Hindustan Times (Noida)

Hawk-eyed humans make way for Hawk-eye tech

- Rutvick Mehta rutvick.mehta@htlive.com

Had Novak Djokovic’s infamous last stray strike on the ball at the 2020 US Open happened at the 2021 Australian Open instead, he wouldn’t have been disqualifi­ed. Why? Because the ball wouldn’t have hit the line umpire. Why? Because there aren’t any.

This year’s season-opening Slam has witnessed many unpreceden­ted scenes; add to it the use of electronic line calling on all courts for the first time in a Grand Slam. People stationed behind the players, crouching or sitting on the side for service calls, yelling the call if the ball landed outside the line, players engaging in heated verbal duels with them (Serena Williams at the 2009 US Open, “you cannot be serious” John Mcenroe at the 1981 Wimbledon or Martina Hingis at the 1999 French Open, to mention a few iconic ones)— line umpires have been an integral part of tennis. Now they may become a thing of the past, like wooden rackets.

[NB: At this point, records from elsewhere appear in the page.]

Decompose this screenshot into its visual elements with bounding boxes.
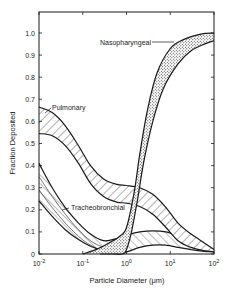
nasopharyngeal-label: Nasopharyngeal bbox=[100, 39, 151, 47]
tracheobronchial-label: Tracheobronchial bbox=[71, 204, 125, 211]
y-axis: 00.10.20.30.40.50.60.70.80.91.0 bbox=[25, 30, 214, 258]
y-tick-label: 0.5 bbox=[25, 140, 35, 147]
y-tick-label: 0.1 bbox=[25, 228, 35, 235]
y-axis-title: Fraction Deposited bbox=[8, 112, 17, 175]
bands-layer bbox=[39, 33, 214, 254]
y-tick-label: 0.6 bbox=[25, 118, 35, 125]
y-tick-label: 0.4 bbox=[25, 162, 35, 169]
pulmonary-label: Pulmonary bbox=[52, 104, 86, 112]
x-tick-label: 101 bbox=[165, 258, 176, 267]
y-tick-label: 0.3 bbox=[25, 184, 35, 191]
nasopharyngeal-upper-curve bbox=[83, 33, 214, 254]
deposition-chart: 00.10.20.30.40.50.60.70.80.91.0 10-210-1… bbox=[0, 0, 227, 292]
y-tick-label: 0.7 bbox=[25, 96, 35, 103]
x-tick-label: 10-2 bbox=[33, 258, 46, 267]
x-axis-title: Particle Diameter (μm) bbox=[89, 276, 165, 285]
nasopharyngeal-fill bbox=[83, 33, 214, 254]
y-tick-label: 1.0 bbox=[25, 30, 35, 37]
y-tick-label: 0.8 bbox=[25, 74, 35, 81]
y-tick-label: 0.2 bbox=[25, 206, 35, 213]
x-tick-label: 10-1 bbox=[76, 258, 89, 267]
y-tick-label: 0 bbox=[31, 251, 35, 258]
x-tick-label: 102 bbox=[209, 258, 220, 267]
x-tick-label: 100 bbox=[121, 258, 132, 267]
y-tick-label: 0.9 bbox=[25, 52, 35, 59]
nasopharyngeal-band bbox=[83, 33, 214, 254]
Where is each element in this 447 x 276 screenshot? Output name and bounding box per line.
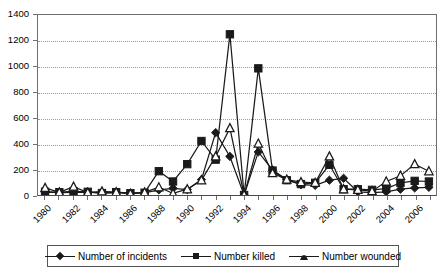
- series-3: [41, 124, 433, 195]
- x-tick-mark: [144, 196, 145, 200]
- x-tick-label: 1988: [138, 203, 168, 233]
- y-tick-label: 1200: [0, 35, 29, 45]
- marker-diamond: [226, 152, 234, 160]
- y-tick-label: 800: [0, 87, 29, 97]
- y-tick-mark: [33, 40, 37, 41]
- marker-square: [226, 31, 233, 38]
- x-tick-mark: [230, 196, 231, 200]
- series-layer: [38, 15, 436, 195]
- y-tick-label: 1400: [0, 9, 29, 19]
- series-line: [45, 128, 429, 195]
- chart-legend: Number of incidentsNumber killedNumber w…: [47, 245, 399, 267]
- x-tick-mark: [73, 196, 74, 200]
- y-tick-label: 600: [0, 113, 29, 123]
- marker-square: [155, 168, 162, 175]
- legend-swatch: [181, 250, 211, 262]
- legend-label: Number of incidents: [78, 251, 167, 262]
- marker-triangle: [41, 183, 49, 191]
- y-tick-label: 400: [0, 139, 29, 149]
- x-tick-mark: [58, 196, 59, 200]
- marker-triangle: [226, 124, 234, 132]
- x-tick-mark: [87, 196, 88, 200]
- x-tick-label: 1996: [252, 203, 282, 233]
- x-tick-mark: [330, 196, 331, 200]
- x-tick-label: 1998: [281, 203, 311, 233]
- x-tick-mark: [173, 196, 174, 200]
- y-tick-mark: [33, 66, 37, 67]
- x-tick-mark: [44, 196, 45, 200]
- marker-square: [255, 65, 262, 72]
- chart-figure: 0200400600800100012001400 19801982198419…: [0, 0, 447, 276]
- y-tick-label: 200: [0, 165, 29, 175]
- x-tick-label: 1980: [24, 203, 54, 233]
- legend-square-icon: [193, 253, 199, 259]
- x-tick-label: 2004: [366, 203, 396, 233]
- x-tick-label: 1992: [195, 203, 225, 233]
- legend-triangle-inner: [301, 250, 307, 255]
- x-tick-mark: [244, 196, 245, 200]
- marker-triangle: [425, 167, 433, 175]
- marker-triangle: [382, 177, 390, 185]
- marker-triangle: [69, 182, 77, 190]
- legend-triangle-icon: [300, 252, 308, 260]
- series-2: [41, 31, 432, 195]
- x-tick-label: 2000: [309, 203, 339, 233]
- y-tick-label: 1000: [0, 61, 29, 71]
- marker-square: [383, 185, 390, 192]
- x-tick-label: 1994: [224, 203, 254, 233]
- y-tick-mark: [33, 92, 37, 93]
- marker-triangle: [410, 160, 418, 168]
- marker-triangle: [155, 183, 163, 191]
- legend-item-3: Number wounded: [289, 250, 401, 262]
- x-tick-mark: [116, 196, 117, 200]
- x-tick-label: 2006: [395, 203, 425, 233]
- y-tick-mark: [33, 144, 37, 145]
- x-tick-label: 1990: [166, 203, 196, 233]
- series-line: [45, 34, 429, 195]
- x-tick-mark: [287, 196, 288, 200]
- x-tick-label: 2002: [338, 203, 368, 233]
- y-tick-mark: [33, 14, 37, 15]
- y-tick-label: 0: [0, 191, 29, 201]
- x-tick-mark: [258, 196, 259, 200]
- legend-diamond-icon: [56, 252, 64, 260]
- x-tick-mark: [187, 196, 188, 200]
- x-tick-mark: [201, 196, 202, 200]
- x-tick-label: 1982: [52, 203, 82, 233]
- marker-triangle: [396, 171, 404, 179]
- marker-triangle: [254, 139, 262, 147]
- x-tick-mark: [216, 196, 217, 200]
- x-tick-label: 1986: [109, 203, 139, 233]
- legend-swatch: [289, 250, 319, 262]
- x-tick-mark: [316, 196, 317, 200]
- marker-square: [411, 177, 418, 184]
- x-tick-mark: [273, 196, 274, 200]
- x-tick-mark: [430, 196, 431, 200]
- marker-square: [425, 178, 432, 185]
- legend-item-1: Number of incidents: [45, 250, 167, 262]
- x-tick-mark: [344, 196, 345, 200]
- x-tick-mark: [158, 196, 159, 200]
- x-tick-mark: [416, 196, 417, 200]
- x-tick-label: 1984: [81, 203, 111, 233]
- legend-label: Number killed: [214, 251, 275, 262]
- marker-square: [397, 179, 404, 186]
- y-tick-mark: [33, 118, 37, 119]
- y-tick-mark: [33, 196, 37, 197]
- x-tick-mark: [401, 196, 402, 200]
- marker-square: [169, 178, 176, 185]
- legend-label: Number wounded: [322, 251, 401, 262]
- marker-diamond: [325, 176, 333, 184]
- marker-square: [184, 160, 191, 167]
- x-tick-mark: [301, 196, 302, 200]
- marker-diamond: [410, 184, 418, 192]
- plot-area: [37, 14, 437, 196]
- x-tick-mark: [101, 196, 102, 200]
- x-tick-mark: [130, 196, 131, 200]
- x-tick-mark: [373, 196, 374, 200]
- legend-item-2: Number killed: [181, 250, 275, 262]
- y-tick-mark: [33, 170, 37, 171]
- marker-triangle: [325, 152, 333, 160]
- marker-square: [198, 137, 205, 144]
- x-tick-mark: [358, 196, 359, 200]
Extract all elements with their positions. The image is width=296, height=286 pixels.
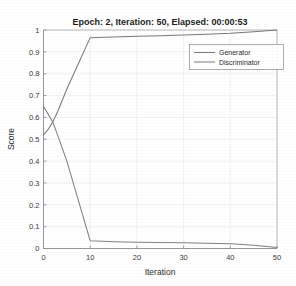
y-tick-label: 0 xyxy=(35,244,39,253)
y-tick-label: 0.2 xyxy=(29,201,39,210)
chart-legend[interactable]: Generator Discriminator xyxy=(190,45,284,70)
y-tick-label: 0.7 xyxy=(29,91,39,100)
x-tick-label: 50 xyxy=(273,253,281,262)
y-tick-label: 0.1 xyxy=(29,222,39,231)
y-tick-label: 0.6 xyxy=(29,113,39,122)
chart-figure: Epoch: 2, Iteration: 50, Elapsed: 00:00:… xyxy=(0,0,296,286)
legend-label-generator: Generator xyxy=(219,49,251,56)
y-tick-label: 0.8 xyxy=(29,69,39,78)
x-tick-label: 40 xyxy=(226,253,234,262)
y-tick-label: 1 xyxy=(35,26,39,35)
line-chart: Epoch: 2, Iteration: 50, Elapsed: 00:00:… xyxy=(0,0,296,286)
y-tick-label: 0.3 xyxy=(29,179,39,188)
y-tick-label: 0.9 xyxy=(29,48,39,57)
x-axis-label: Iteration xyxy=(145,267,176,277)
chart-title: Epoch: 2, Iteration: 50, Elapsed: 00:00:… xyxy=(72,17,247,27)
y-axis-label: Score xyxy=(6,128,16,150)
y-tick-label: 0.4 xyxy=(29,157,39,166)
x-tick-label: 20 xyxy=(133,253,141,262)
x-tick-label: 10 xyxy=(86,253,94,262)
chart-background xyxy=(0,0,296,286)
legend-label-discriminator: Discriminator xyxy=(219,59,261,66)
x-tick-label: 0 xyxy=(41,253,45,262)
x-tick-label: 30 xyxy=(179,253,187,262)
y-tick-label: 0.5 xyxy=(29,135,39,144)
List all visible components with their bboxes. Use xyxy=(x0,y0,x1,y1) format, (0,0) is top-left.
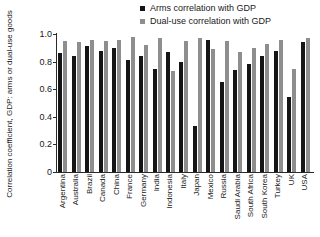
x-axis-label: UK xyxy=(288,174,296,185)
x-label-cell: USA xyxy=(298,174,311,236)
x-axis-label: Germany xyxy=(140,174,148,207)
x-axis-label: Turkey xyxy=(274,174,282,198)
bar-dual-use xyxy=(90,40,94,172)
bar-group xyxy=(110,34,123,172)
bar-arms xyxy=(72,56,76,172)
x-axis-label: Italy xyxy=(180,174,188,189)
x-axis-label: Canada xyxy=(99,174,107,202)
bar-group xyxy=(231,34,244,172)
y-tick-mark xyxy=(53,62,56,63)
bar-dual-use xyxy=(184,41,188,172)
bar-dual-use xyxy=(77,42,81,172)
bar-group xyxy=(56,34,69,172)
x-label-cell: UK xyxy=(285,174,298,236)
x-axis-label: China xyxy=(113,174,121,195)
y-tick-mark xyxy=(53,89,56,90)
x-label-cell: South Africa xyxy=(245,174,258,236)
x-axis-label: USA xyxy=(301,174,309,190)
legend-swatch-arms-icon xyxy=(140,6,145,11)
x-axis-label: India xyxy=(153,174,161,191)
x-axis-line xyxy=(56,172,314,173)
plot-area: 00.20.40.60.81.0 xyxy=(56,34,312,172)
chart-legend: Arms correlation with GDP Dual-use corre… xyxy=(140,2,271,28)
bar-group xyxy=(298,34,311,172)
bar-arms xyxy=(274,51,278,172)
bar-arms xyxy=(301,42,305,172)
x-label-cell: Saudi Arabia xyxy=(231,174,244,236)
bar-dual-use xyxy=(252,48,256,172)
bar-group xyxy=(272,34,285,172)
bar-dual-use xyxy=(265,44,269,172)
x-label-cell: Mexico xyxy=(204,174,217,236)
bar-dual-use xyxy=(238,52,242,172)
x-axis-labels: ArgentinaAustraliaBrazilCanadaChinaFranc… xyxy=(56,174,312,236)
bar-arms xyxy=(99,51,103,172)
bar-group xyxy=(245,34,258,172)
y-axis-title: Correlation coefficient, GDP: arms or du… xyxy=(5,10,15,198)
bar-arms xyxy=(58,53,62,172)
x-label-cell: Russia xyxy=(218,174,231,236)
x-axis-label: Indonesia xyxy=(166,174,174,209)
bar-group xyxy=(218,34,231,172)
bar-dual-use xyxy=(144,45,148,172)
x-axis-label: France xyxy=(126,174,134,199)
legend-item-arms: Arms correlation with GDP xyxy=(140,2,271,14)
x-axis-label: Saudi Arabia xyxy=(234,174,242,219)
bar-arms xyxy=(153,69,157,173)
chart-container: Arms correlation with GDP Dual-use corre… xyxy=(0,0,320,237)
legend-item-dual-use: Dual-use correlation with GDP xyxy=(140,15,271,27)
bar-dual-use xyxy=(279,40,283,172)
x-label-cell: Canada xyxy=(96,174,109,236)
bar-dual-use xyxy=(63,41,67,172)
bar-arms xyxy=(112,48,116,172)
legend-label-arms: Arms correlation with GDP xyxy=(150,3,256,13)
bar-dual-use xyxy=(225,41,229,172)
bar-group xyxy=(123,34,136,172)
bar-dual-use xyxy=(158,38,162,172)
bar-dual-use xyxy=(104,41,108,172)
x-label-cell: China xyxy=(110,174,123,236)
bar-arms xyxy=(126,60,130,172)
bar-dual-use xyxy=(198,38,202,172)
legend-swatch-dual-use-icon xyxy=(140,19,145,24)
x-axis-label: South Korea xyxy=(261,174,269,218)
x-axis-label: South Africa xyxy=(247,174,255,217)
bar-arms xyxy=(85,46,89,172)
x-axis-label: Argentina xyxy=(59,174,67,208)
bar-dual-use xyxy=(131,37,135,172)
bar-dual-use xyxy=(292,69,296,173)
x-label-cell: South Korea xyxy=(258,174,271,236)
bar-arms xyxy=(139,56,143,172)
x-axis-label: Russia xyxy=(220,174,228,198)
legend-label-dual-use: Dual-use correlation with GDP xyxy=(150,16,271,26)
y-tick-mark xyxy=(53,117,56,118)
x-label-cell: Argentina xyxy=(56,174,69,236)
bar-arms xyxy=(166,52,170,172)
bar-dual-use xyxy=(306,38,310,172)
x-axis-label: Brazil xyxy=(86,174,94,194)
x-label-cell: India xyxy=(150,174,163,236)
bar-group xyxy=(96,34,109,172)
y-axis-title-wrap: Correlation coefficient, GDP: arms or du… xyxy=(0,30,21,178)
x-label-cell: Indonesia xyxy=(164,174,177,236)
bar-group xyxy=(150,34,163,172)
x-label-cell: Brazil xyxy=(83,174,96,236)
bar-series-group xyxy=(56,34,312,172)
x-label-cell: Turkey xyxy=(272,174,285,236)
bar-dual-use xyxy=(171,71,175,172)
bar-arms xyxy=(247,64,251,172)
bar-arms xyxy=(179,62,183,172)
bar-group xyxy=(204,34,217,172)
bar-group xyxy=(177,34,190,172)
x-label-cell: Germany xyxy=(137,174,150,236)
bar-group xyxy=(191,34,204,172)
x-axis-label: Australia xyxy=(72,174,80,205)
x-label-cell: France xyxy=(123,174,136,236)
bar-dual-use xyxy=(211,49,215,172)
bar-group xyxy=(164,34,177,172)
bar-group xyxy=(69,34,82,172)
y-tick-mark xyxy=(53,144,56,145)
x-axis-label: Japan xyxy=(193,174,201,196)
bar-arms xyxy=(206,40,210,172)
bar-group xyxy=(285,34,298,172)
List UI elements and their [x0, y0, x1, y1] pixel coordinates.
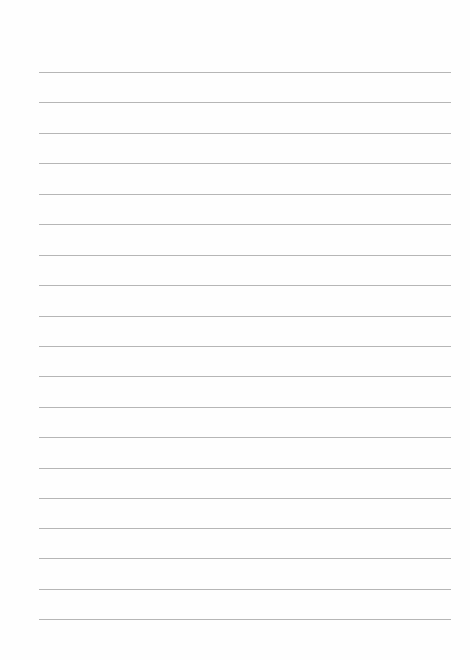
ruled-line: [39, 316, 451, 317]
ruled-line: [39, 619, 451, 620]
ruled-line: [39, 346, 451, 347]
ruled-paper-page: [0, 0, 470, 660]
ruled-line: [39, 558, 451, 559]
ruled-line: [39, 194, 451, 195]
ruled-line: [39, 376, 451, 377]
ruled-line: [39, 163, 451, 164]
ruled-line: [39, 468, 451, 469]
ruled-line: [39, 528, 451, 529]
ruled-line: [39, 102, 451, 103]
ruled-line: [39, 589, 451, 590]
ruled-line: [39, 498, 451, 499]
ruled-line: [39, 437, 451, 438]
ruled-line: [39, 255, 451, 256]
ruled-line: [39, 224, 451, 225]
ruled-line: [39, 285, 451, 286]
ruled-line: [39, 72, 451, 73]
ruled-line: [39, 133, 451, 134]
ruled-line: [39, 407, 451, 408]
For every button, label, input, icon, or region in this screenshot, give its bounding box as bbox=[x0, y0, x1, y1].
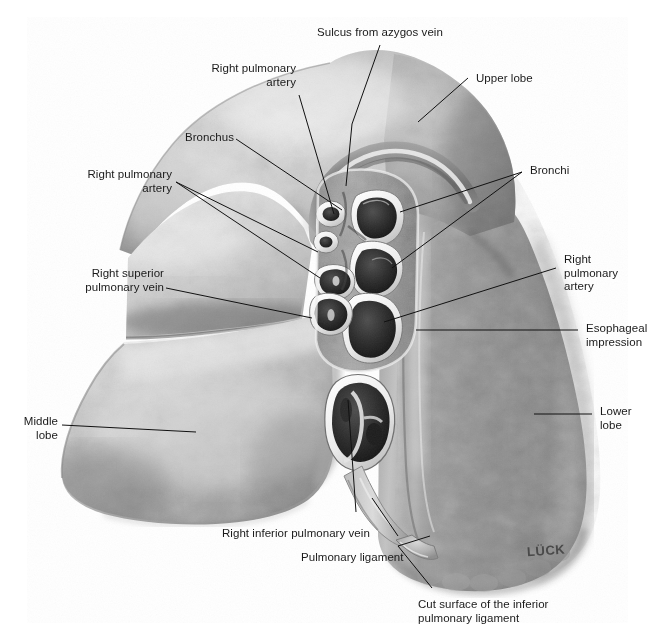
label-right-pulmonary-artery-top: Right pulmonary artery bbox=[160, 62, 296, 89]
label-right-inferior-pulmonary-vein: Right inferior pulmonary vein bbox=[222, 527, 370, 541]
paper-grain bbox=[55, 45, 600, 595]
label-pulmonary-ligament: Pulmonary ligament bbox=[301, 551, 404, 565]
label-right-pulmonary-artery-left: Right pulmonary artery bbox=[40, 168, 172, 195]
lung-body bbox=[30, 40, 620, 600]
label-bronchus: Bronchus bbox=[116, 131, 234, 145]
illustration-canvas: Sulcus from azygos vein Upper lobe Right… bbox=[0, 0, 664, 643]
label-bronchi: Bronchi bbox=[530, 164, 569, 178]
label-lower-lobe: Lower lobe bbox=[600, 405, 662, 432]
label-right-superior-pulmonary-vein: Right superior pulmonary vein bbox=[40, 267, 164, 294]
label-sulcus-azygos-vein: Sulcus from azygos vein bbox=[270, 26, 490, 40]
label-right-pulmonary-artery-right: Right pulmonary artery bbox=[564, 253, 660, 294]
label-middle-lobe: Middle lobe bbox=[2, 415, 58, 442]
label-esophageal-impression: Esophageal impression bbox=[586, 322, 664, 349]
label-upper-lobe: Upper lobe bbox=[476, 72, 533, 86]
artist-signature: LÜCK bbox=[527, 542, 566, 560]
label-cut-surface-inferior-pulmonary-ligament: Cut surface of the inferior pulmonary li… bbox=[418, 598, 618, 625]
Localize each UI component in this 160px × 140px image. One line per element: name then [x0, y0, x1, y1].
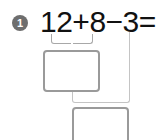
answer-box-final[interactable]: [72, 107, 129, 140]
problem-number-badge: 1: [12, 15, 28, 31]
answer-box-intermediate[interactable]: [43, 50, 100, 92]
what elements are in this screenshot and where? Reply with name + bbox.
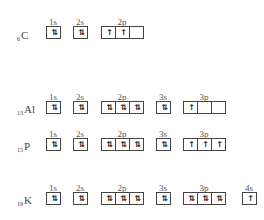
electron-pair-icon: ⇅	[134, 194, 139, 203]
electron-up-icon: ↑	[216, 140, 221, 149]
element-label: 6C	[17, 28, 28, 46]
orbital-box: ⇅	[47, 102, 60, 113]
orbital-box: ↑	[184, 139, 198, 150]
orbital-box: ↑	[116, 27, 130, 38]
electron-pair-icon: ⇅	[120, 140, 125, 149]
element-symbol: P	[24, 140, 30, 152]
electron-pair-icon: ⇅	[78, 103, 83, 112]
atomic-number: 15	[17, 147, 23, 153]
orbital-box: ⇅	[198, 193, 212, 204]
electron-pair-icon: ⇅	[120, 103, 125, 112]
orbital-box: ⇅	[102, 139, 116, 150]
electron-up-icon: ↑	[188, 140, 193, 149]
row-potassium: 19K 1s ⇅ 2s ⇅ 2p ⇅ ⇅ ⇅ 3s ⇅ 3p ⇅ ⇅ ⇅ 4s …	[0, 183, 264, 219]
orbital-box: ⇅	[47, 139, 60, 150]
orbital-box: ⇅	[116, 139, 130, 150]
electron-up-icon: ↑	[202, 140, 207, 149]
electron-pair-icon: ⇅	[51, 28, 56, 37]
element-symbol: K	[24, 194, 32, 206]
element-label: 13Al	[17, 102, 35, 120]
orbital-box: ⇅	[116, 193, 130, 204]
atomic-number: 6	[17, 36, 20, 42]
orbital-box: ⇅	[157, 139, 170, 150]
element-symbol: Al	[24, 103, 35, 115]
row-phosphorus: 15P 1s ⇅ 2s ⇅ 2p ⇅ ⇅ ⇅ 3s ⇅ 3p ↑ ↑ ↑	[0, 129, 264, 165]
orbital-box: ⇅	[74, 193, 87, 204]
row-aluminium: 13Al 1s ⇅ 2s ⇅ 2p ⇅ ⇅ ⇅ 3s ⇅ 3p ↑	[0, 92, 264, 128]
electron-pair-icon: ⇅	[51, 140, 56, 149]
atomic-number: 19	[17, 201, 23, 207]
electron-pair-icon: ⇅	[134, 103, 139, 112]
element-label: 15P	[17, 139, 30, 157]
electron-pair-icon: ⇅	[106, 140, 111, 149]
electron-pair-icon: ⇅	[51, 194, 56, 203]
electron-pair-icon: ⇅	[51, 103, 56, 112]
orbital-box	[130, 27, 143, 38]
orbital-box: ⇅	[102, 102, 116, 113]
orbital-box: ⇅	[157, 102, 170, 113]
element-label: 19K	[17, 193, 32, 211]
orbital-box: ↑	[102, 27, 116, 38]
element-symbol: C	[21, 29, 28, 41]
electron-pair-icon: ⇅	[161, 140, 166, 149]
orbital-box: ⇅	[157, 193, 170, 204]
row-carbon: 6C 1s ⇅ 2s ⇅ 2p ↑ ↑	[0, 17, 264, 53]
orbital-box	[212, 102, 225, 113]
orbital-box: ⇅	[130, 102, 143, 113]
electron-pair-icon: ⇅	[106, 194, 111, 203]
electron-pair-icon: ⇅	[188, 194, 193, 203]
orbital-box: ⇅	[130, 193, 143, 204]
electron-pair-icon: ⇅	[120, 194, 125, 203]
electron-up-icon: ↑	[106, 28, 111, 37]
orbital-box: ⇅	[47, 27, 60, 38]
orbital-box: ⇅	[74, 102, 87, 113]
electron-pair-icon: ⇅	[78, 140, 83, 149]
orbital-box: ⇅	[116, 102, 130, 113]
electron-pair-icon: ⇅	[161, 194, 166, 203]
orbital-box: ↑	[243, 193, 256, 204]
electron-pair-icon: ⇅	[78, 194, 83, 203]
electron-up-icon: ↑	[188, 103, 193, 112]
electron-pair-icon: ⇅	[161, 103, 166, 112]
electron-pair-icon: ⇅	[202, 194, 207, 203]
orbital-box: ↑	[198, 139, 212, 150]
orbital-box: ⇅	[184, 193, 198, 204]
electron-up-icon: ↑	[120, 28, 125, 37]
electron-pair-icon: ⇅	[78, 28, 83, 37]
orbital-box	[198, 102, 212, 113]
electron-pair-icon: ⇅	[134, 140, 139, 149]
orbital-box: ⇅	[74, 27, 87, 38]
orbital-box: ⇅	[130, 139, 143, 150]
orbital-box: ⇅	[74, 139, 87, 150]
electron-up-icon: ↑	[247, 194, 252, 203]
orbital-box: ⇅	[47, 193, 60, 204]
electron-pair-icon: ⇅	[106, 103, 111, 112]
orbital-box: ⇅	[102, 193, 116, 204]
orbital-box: ⇅	[212, 193, 225, 204]
atomic-number: 13	[17, 110, 23, 116]
orbital-box: ↑	[184, 102, 198, 113]
electron-pair-icon: ⇅	[216, 194, 221, 203]
orbital-box: ↑	[212, 139, 225, 150]
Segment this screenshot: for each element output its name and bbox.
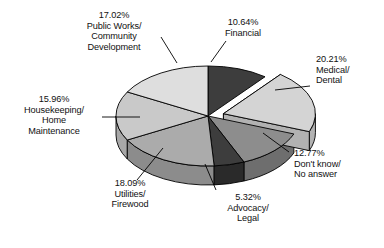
pie-geometry — [116, 66, 315, 185]
pie-chart-figure: 17.02% Public Works/ Community Developme… — [0, 0, 384, 248]
slice-label-public-works: 17.02% Public Works/ Community Developme… — [54, 10, 174, 52]
slice-label-medical-dental: 20.21% Medical/ Dental — [316, 54, 384, 86]
slice-label-advocacy-legal: 5.32% Advocacy/ Legal — [205, 192, 291, 224]
slice-label-dont-know: 12.77% Don't know/ No answer — [294, 148, 384, 180]
slice-label-financial: 10.64% Financial — [198, 17, 288, 38]
slice-label-utilities-firewood: 18.09% Utilities/ Firewood — [84, 178, 176, 210]
slice-label-housekeeping: 15.96% Housekeeping/ Home Maintenance — [2, 94, 106, 136]
leader-line-financial — [211, 41, 226, 62]
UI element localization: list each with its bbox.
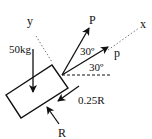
mass-label: 50kg [9,43,32,55]
angle-upper-label: 30º [80,45,95,57]
y-axis-line [36,36,52,62]
x-axis-line [108,28,139,50]
normal-force-label: R [58,126,66,139]
force-p-label: p [114,46,120,60]
force-P-label: P [89,13,96,27]
friction-label: 0.25R [78,94,105,106]
angle-lower-label: 30º [89,61,104,73]
y-axis-label: y [27,14,33,28]
normal-force-arrow [47,107,59,124]
block [6,65,68,118]
x-axis-label: x [140,17,146,31]
free-body-diagram: y x 50kg P p 30º 30º 0.25R R [0,0,152,139]
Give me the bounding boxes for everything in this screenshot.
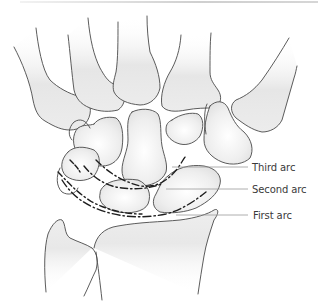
triquetrum-bone	[62, 147, 100, 180]
second-arc-label: Second arc	[252, 184, 307, 195]
metacarpal-4	[68, 18, 125, 111]
ulna-lower-edge	[84, 248, 97, 296]
metacarpal-3	[113, 16, 160, 105]
radius-ulnar-edge	[96, 252, 102, 300]
radius-bone	[94, 209, 218, 294]
first-arc-label: First arc	[253, 210, 292, 221]
ulna-bone	[45, 220, 92, 292]
metacarpal-1	[232, 38, 298, 132]
metacarpal-2	[161, 33, 220, 111]
third-arc-label: Third arc	[252, 162, 295, 173]
wrist-diagram	[0, 0, 318, 308]
trapezoid-bone	[166, 113, 203, 144]
capitate-bone	[122, 109, 167, 186]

Melbourne is showing the way, replacing an entire aerie of hawk-eyed humans with Hawkeye technology.

The live electronic line calling, delivered through remote tracking cameras placed in different areas of the court, automatica­lly sends the audio line calls in real time. A pre-recorded human voice goes “out”, “fault” or “foot fault”. For this tournament, those voices are of Australia’s front-line workers during the Covid-19 battle, from a Victorian paramedic who was infected with the virus last year to a New

South Wales volunteer who rescued people from floodwater­s last month.

Hawk-eye technology has been part of top-level tennis for over a decade but was required only when players wished to challenge the umpire’s calls. Post the resumption of the tour last August amid Covid-19, electronic calling was used at New York’s Western and Southern Open and the US Open, which though still called upon line umpires on its major courts (unfortunat­ely for Djokovic). The year-ending ATP Finals in London too made the switch.

That technologi­cal advancemen­ts are fast creeping into sport isn’t novelty. In cricket, front foot no-balls are now tracked and called by the third umpire sitting in front of a TV, while the football world continues to wage a war against the hair-splitting accuracy of VAR (Video Assistant Referee).

At the Australian Open, most players have welcomed this shift to technology with enthusiasm, even if it means they can no longer challenge any calls (“close calls” show up on the big screen automatica­lly).

Serena Williams is convinced about the use of technology as a “futurist, like Iron Man”. “I’m loving it here... I just needed to adapt, and now I’m adapted to it. I think it’s for the best,” she said at a post-match press conference. Her compatriot Naomi Osaka felt it allows her to focus on her game more.

“It saves me the trouble of attempting to challenge or thinking about did they call it correctly or not,” Osaka told journalist­s.

World No. 1 Djokovic, unsurprisi­ngly, has continued with his advocacy for machines to take over.

“I don’t see a reason why we need line umpires if we have technology like this,” Djokovic said. “I am not a person who adores technology and cannot live without it—in some regards technocrat­ic society has gone too far in my opinion—but if we in tennis can be more efficient and precise, why not?”

India’s Rohan Bopanna, playing on the tour for 18 years, said, “If it’s like this on all courts, then why not (use the technology)? Here in Australia, it’s accurate and fair for every player, irrespecti­ve of the court.”

There has been the odd voice of dissent against it. America’s Frances Tiafoe, who lost to Djokovic in the second round, said “I don’t think I’ll ever be a fan”, while French veteran Gilles Simon thought the technology was “not at all accurate”.

The data tells otherwise; Hawk-eye pegs an estimated 3.6mm margin of error, lower than the Internatio­nal Tennis Federation’s (ITF) acceptable 5mm leeway. According to a report in the New York Times, out of the 2,25,000 electronic calls made in the first week of the US Open last year, only 14 were erroneous. That’s a fault rate of 0.0062 per cent. At the 2019 US Open, on the other hand, there were 265 correct player challenges out of 1,538 through the first four rounds, which means 17.23 per cent of the challenged calls from line umpires were erroneous.

Do line umpires then stand the risk of being redundant in tennis? Bopanna reckoned it would depend from tournament to tournament, and how the sport resets after the pandemic. It’s perhaps hard to imagine a complete surrender to technology at the Wimbledon, for long the torchbeare­rs of tradition, and the French Open—or any major clay court tournament, for that matter—where chair umpires physically inspect the mark of the balls left on the red dirt.

Hawk-eye’s website mentions that the electronic line calling service is used in over 80 tournament­s on the circuit, but the cost of implementa­tion means a majority of that number is at the cream (the Grand Slams, ATP tournament­s, etc.). At the lower levels of tennis, including on the ATP Challenger and ITF tours, sharp eyes are still valued.